Mexico is tiny, there's no way the U.S. is going to let them walk in and take Texas. The government likes to own everything. That's like saying “the Native Americans have a legitimate claim to the entire U.S., let's hand it on over.” That wouldn't happen in a million years. But I digress. It sounds like you think if everyone buries his or her head in the sand that everyone will simply forget. Ireland will be whole or people will not care any more. And the problem goes away. We're obviously both biased, and both have a different stance. I don't think everyone burying his or her head in the sand is the right thing to do. I think they should pull the plug on Northern Ireland.

It’s pointless to let Northern Ireland vote to leave because that’s where the Protestants are, so they’d be voting for themselves. The whole of Ireland should get a vote on the matter. If the whole of Ireland voted on whether Northern Ireland should stay apart or not, Northern Ireland would be voted to merge back. Sure, it might make a select few mad but that's not their problem. Stay or go.

Chris Woodford’s Final Thoughts

Hello again Ben

All of history is full of “ifs.”  If Henry VIII hadn’t wanted a divorce... If Hitler had declared war on Japan and not the United States after Pearl Harbor...

It’s endless.

But we are the ones left to deal with the fallout of these “ifs” long after the perpetrators of them are in their graves.  We are in the holes they made and we either stay in them or get out of them as best we can.

The European Union will swallow Ireland (Eire already happily immersed) and it will swallow Britain too in the end.  I bet in 50 years even Russia will be in the Super State of Europe.

Indian Rulers North and South America?
Native Americans DO have the right to be returned to full control of the whole of the continents of both North and South America. I’m using your standard here.  They have as many “ifs” as anyone else.

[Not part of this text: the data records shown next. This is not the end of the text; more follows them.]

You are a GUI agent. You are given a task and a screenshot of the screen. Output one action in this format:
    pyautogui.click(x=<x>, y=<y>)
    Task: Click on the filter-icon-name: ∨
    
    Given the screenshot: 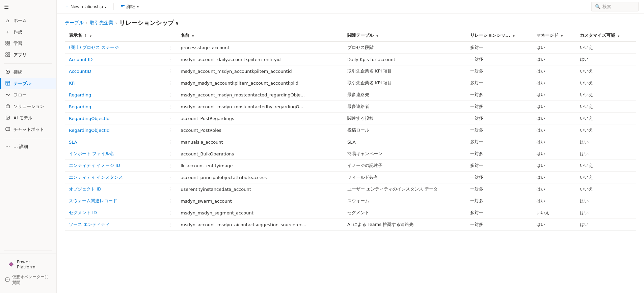 What is the action you would take?
    pyautogui.click(x=193, y=36)
    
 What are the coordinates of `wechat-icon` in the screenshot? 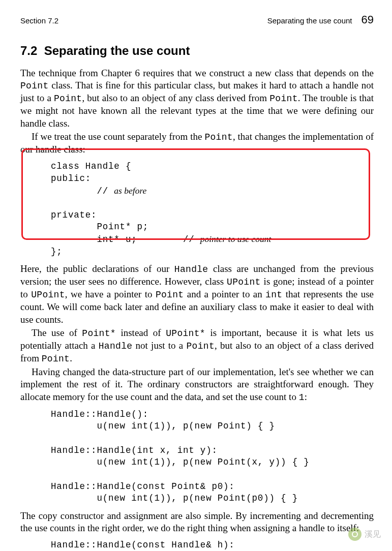 It's located at (355, 534).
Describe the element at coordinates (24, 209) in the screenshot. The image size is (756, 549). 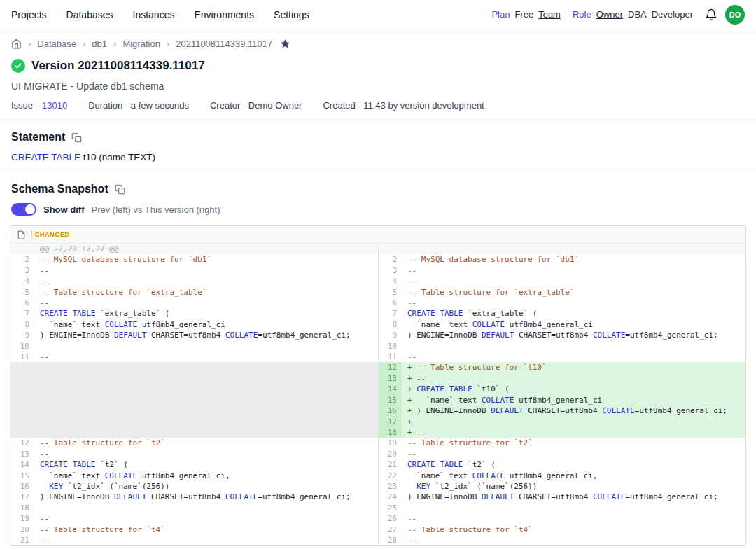
I see `show-diff-toggle` at that location.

As a Postscript: I misunderstood Ben's suggestion about a referendum.  Yes, a “whole Ireland” referendum would be a good idea.  A “whole British Isles” referendum would, I feel, return Northern Ireland to the Republic of Ireland as most English, Scots and Welsh are tired of the trouble caused over the years.

But let's not forget the people of Northern Ireland, who were not simply “put there by Henry VIII,” but have been born to families who have lived there, in some cases, longer than Ben's family have lived in he USA.

Henry VIII was 500 years ago. That's twice the age of the USA.

Chris.

Susan Fox: Unbelievable. We have reached almost an agreement – a whole Ireland referendum. Now we simply must tell Westminster.